Just look at my GameChangers portfolio for an example of how this works. These are growth stocks. Many are priced at higher-than-average earnings multiples to reflect that growth. Last year taught traders that multiples that work in a zero-rate environment need to come down when money actually costs something.

In a lot of cases, the stocks came down to pre-pandemic levels, giving up every bit of progress they’d made for shareholders along the way. That makes superficial sense. Before the pandemic, these stocks were priced for non-zero rates. After the pandemic, bubble pricing needed to go away. It was just a figment of extreme stimulus.

However, the sense is only superficial because the companies kept growing throughout the cycle. Revenue has doubled or tripled in some cases. Earnings have expanded and keep growing even as the S&P 500 as a whole founders.

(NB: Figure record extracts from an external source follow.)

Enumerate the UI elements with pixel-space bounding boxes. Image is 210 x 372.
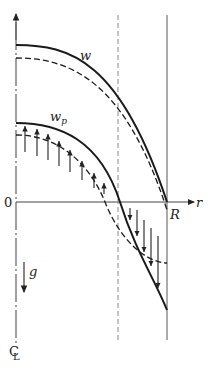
radius-label: R bbox=[169, 207, 180, 222]
w-dashed-curve bbox=[16, 58, 167, 210]
centerline-label: CL bbox=[9, 344, 20, 362]
velocity-profile-diagram: w wp 0 r R g CL bbox=[0, 0, 210, 372]
gravity-label: g bbox=[29, 264, 37, 279]
origin-label: 0 bbox=[4, 195, 12, 210]
w-label: w bbox=[80, 48, 91, 63]
w-solid-curve bbox=[16, 45, 167, 202]
relative-velocity-arrows-up bbox=[25, 126, 104, 194]
wp-solid-curve bbox=[16, 123, 167, 310]
r-axis-label: r bbox=[196, 195, 203, 210]
wp-label: wp bbox=[50, 109, 67, 126]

Go back just two weeks, and this was a rainy season for the GameChangers, with our stocks dropping 9% in the aggregate as name after name released good numbers into what sometimes felt like an endless wave of negativity.

We just couldn’t catch a break. Our cushion of accumulated paper profit deflated. But we’re now back up 12% across the portfolio even after cashing out our newest stock for a quick win: 20% in two weeks.

All but two positions are once again in the scoring zone, where the only question is now “if” we’ll make money but “how much” money we’re willing to accept as payment for our shares. The bulls came roaring back.

The gap between our stocks and the S&P 500 narrowed. Now we’ve closed it entirely. The active GameChangers universe is up nearly 1% since the end of July . . . and when you factor our results on CVNA back into the math, August actually turned into a solid season.

There’s a lot to learn here. The most important lesson is that Wall Street actually rewards those of us who recognize the difference between a sell signal and a “hold.” There was no sell signal in any of our companies’ quarterly results. Anyone who can read can see that the fundamentals are moving forward where the market as a whole has stalled.

For the S&P 500, this was a weak earnings season, with the bottom line collectively shrinking 4% . . . the third quarter in a row of year-over-year decline. That stings. Those mature companies deserve to step back, especially in the face of bond yields, the Fed, recession risk and every other threat you care to dwell on.

After all, the giants seem to have hit a growth wall. Revenue across the S&P 500 isn’t even up 1% over the past year, which isn’t enough to protect their margins from all those fear factors. Our stocks, on the other hand, remain dynamic enough to defy the threats.  If anything, the more disruptive the status quo gets, the more distracted their entrenched competitors get . . . creating bigger and bigger opportunities to capture customers and change the world.

But the word “distraction” carries another lesson for traders like us. We’re relatively small players in the market. Our primary natural weapons revolve around picking our spots and then holding on while big Wall Street tides churn. When we get distracted and fold our hands, we lose our mental grip on our convictions.

Sometimes there’s a reason to change our minds. When a company releases bad quarterly numbers or management needs to dial back existing guidance, for example, you know conditions on the ground have deteriorated from what you were expecting.

However, when the numbers are as good or better than expected, your initial scenario remains intact. There’s no reason to fold unless you’ve simply gotten tired of the game. That’s where we were this season.

And I think we’re still in the early stages of Wall Street coming back to our side of the table. Jay Powell took his shot at Jackson Hole and rate futures markets didn’t move. Bond yields haven’t shut the economy down . . . and those of you with longer memories know the bulls can run against these conditions for years.

There’s nothing lethal about these bond yields. It’s painful. But strong companies adjust, adapt and evolve. We buy strong companies in GameChangers. Want to know more?